Novak Djokovic returns to Court Philippe-Chatrier on Wednesday May 27, 2026, to play French world No. 74 Valentin Royer in a second-round match at Roland Garros.
Djokovic is bidding to reach the third round at Roland Garros for the 21st consecutive year and carries a 30-match winning streak against Frenchmen into the match; Royer will be the first French opponent the world No. 1 has met in Paris since that run began. It is the first meeting between Djokovic and Royer.
The numbers underline the scale: 21 straight years of making the third round at Roland Garros would be an unparalleled run at a major, and a loss would also end Djokovic’s 30-match streak versus French players. Royer’s world No. 74 ranking marks him as an underdog on paper, but the match takes place on Chatrier in the hot sun — conditions that have already shaped play this week.
Context matters here. Djokovic is a three-time Roland Garros champion, and the official site notes he is seeking a third-round appearance at Roland Garros for the 21st straight year. For Royer, stepping onto the stadium court will be a first meeting with the sport’s dominant figure on one of the toughest stages in tennis.
Wednesday’s schedule on Chatrier also included a straight-sets victory for Elina Svitolina, who moved into the third round with a 6-0, 6-4 win over Kaitlin Quevedo in 1h18m. Svitolina, who won the junior edition of Roland Garros in 2010 and the Rome title earlier this month, provided one of the day’s cleaner results.
The rest of the draw continued to churn.
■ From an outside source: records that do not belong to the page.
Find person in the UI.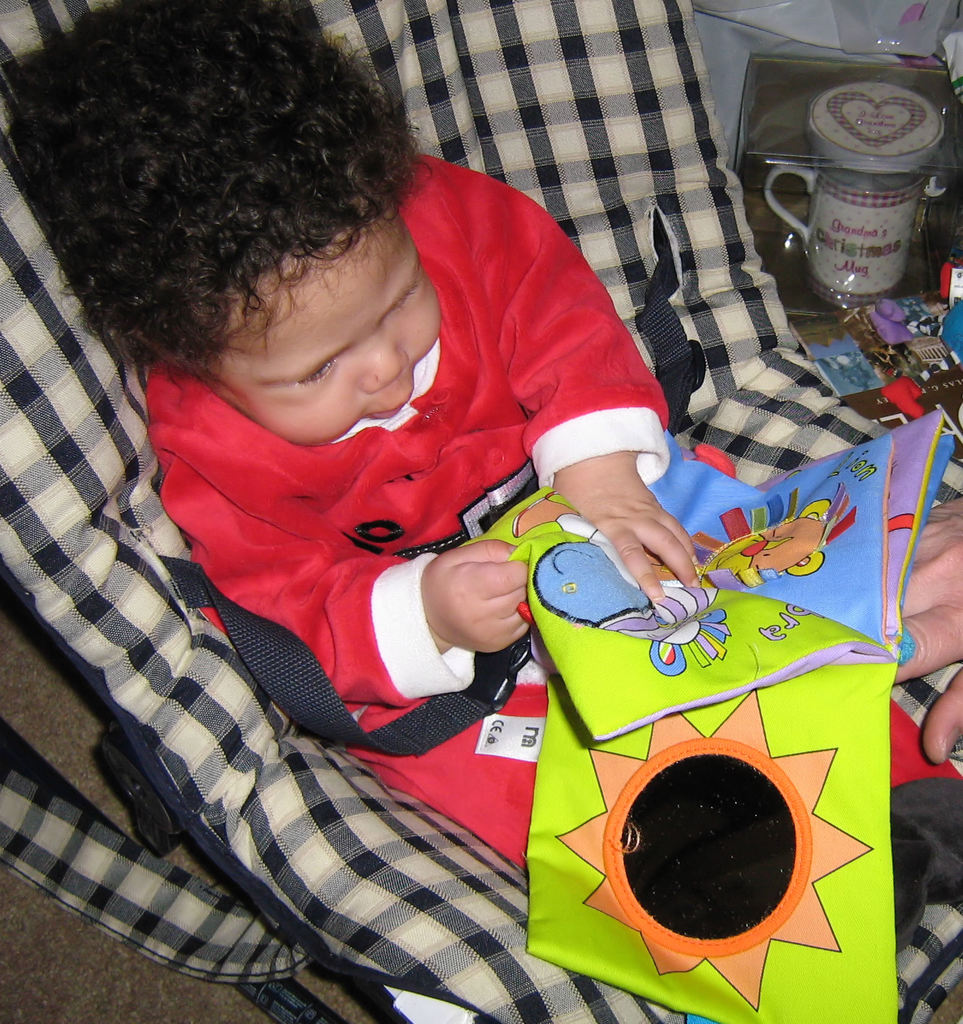
UI element at bbox=[886, 491, 962, 767].
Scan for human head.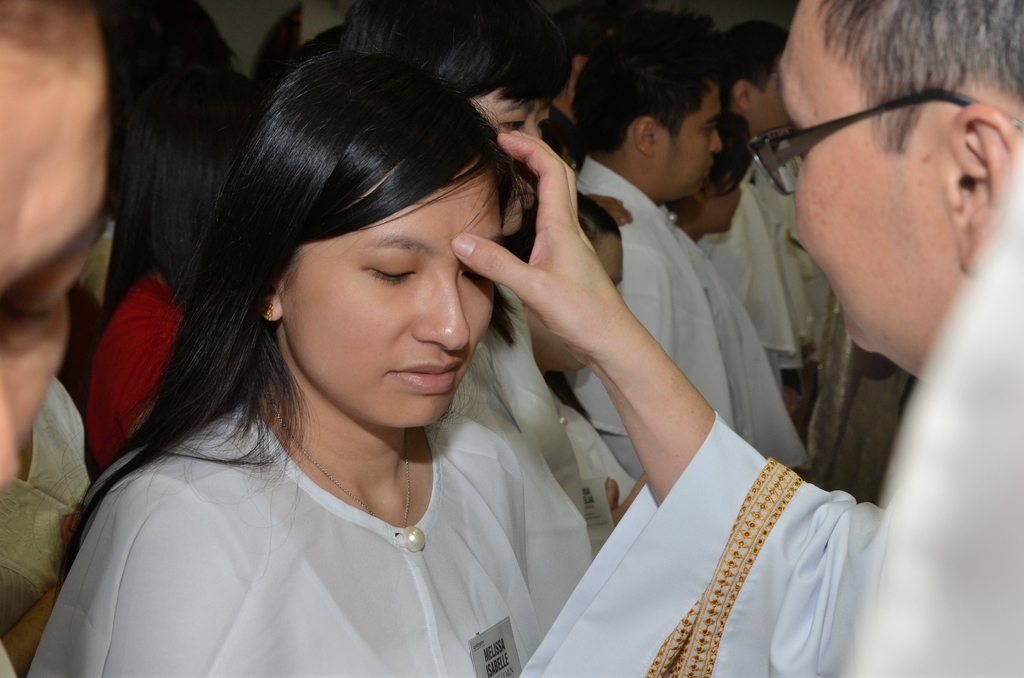
Scan result: select_region(161, 45, 531, 435).
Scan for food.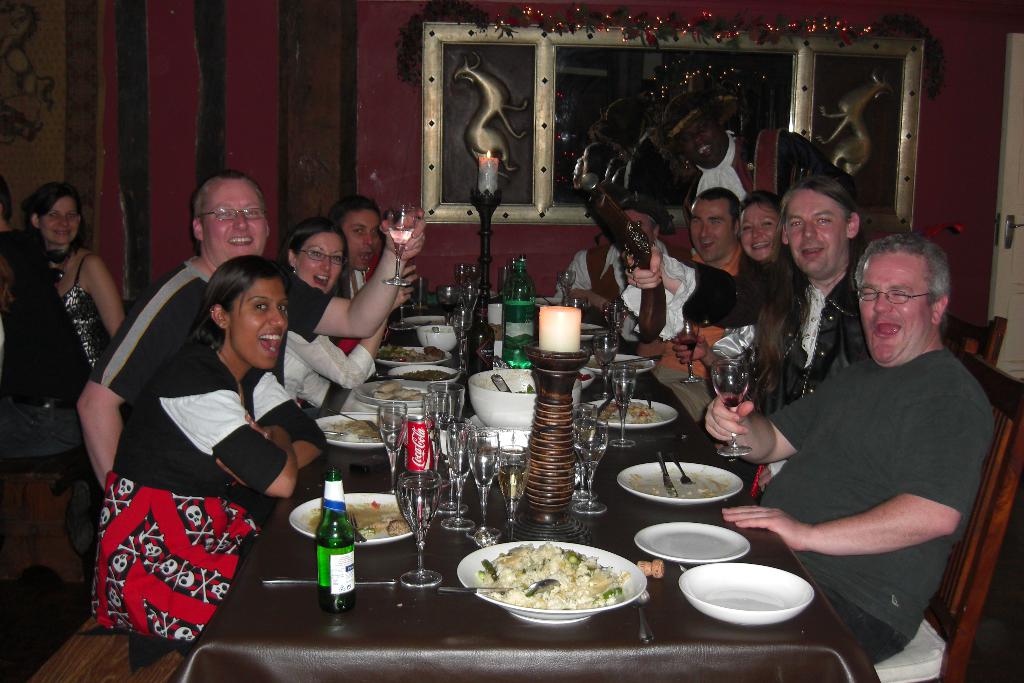
Scan result: bbox=(590, 400, 665, 425).
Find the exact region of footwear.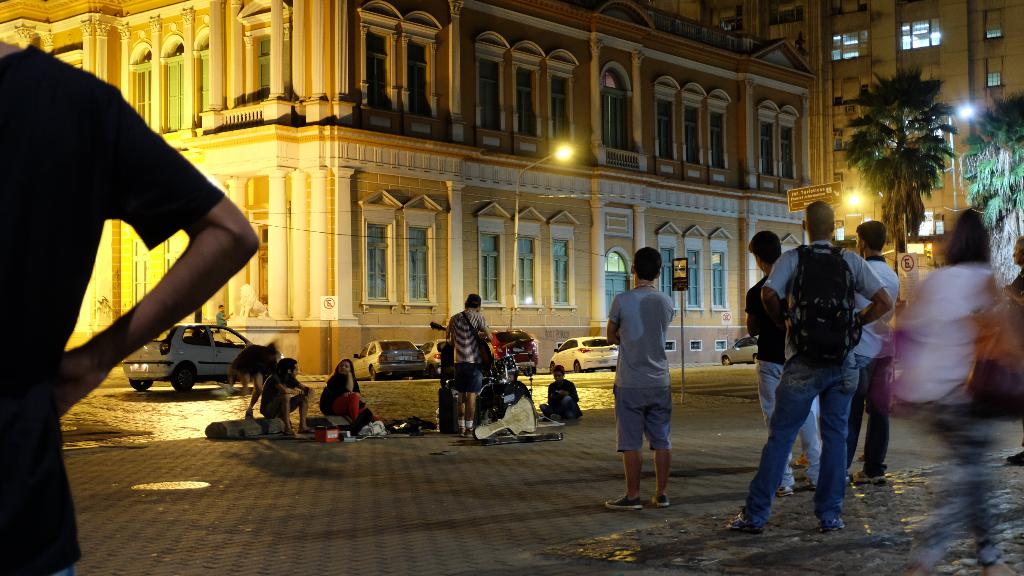
Exact region: select_region(284, 427, 300, 436).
Thiago Tirante beat Alejandro Davidovich Fokina in four sets, while Tamara Korpatsch upset Wang Xinyu 6-2, 2-6, 6-3. Tournament organizers released the Day 5 order of play with Matteo Berrettini scheduled to face Arthur Rinderknech as the night match on Thursday, and Alexander Zverev slated to play Tomas Machac in the evening session; Machac is ranked world No. 43.
The tension in Paris is straightforward and immediate: Djokovic’s record against French players and his long streak of third-round appearances set a clear benchmark, but this is Royer’s first shot at Djokovic and it comes on home soil under hot conditions that can produce surprises. First meetings erase head-to-head history and leave only the present match, the court and the sun.
How the match unfolds will decide two simple, consequential facts: Djokovic can advance toward his 21st consecutive third round at Roland Garros, or Royer can create a headline by stopping a run that includes a 30-match winning streak against Frenchmen. Either result will shift the narrative of the draw for the weeks ahead.
Royer, the French No. 74, walks onto Chatrier today not as a placeholder but as the only player who can end those streaks this afternoon. Djokovic walks on as the custodian of them; by nightfall, one of those realities will have changed.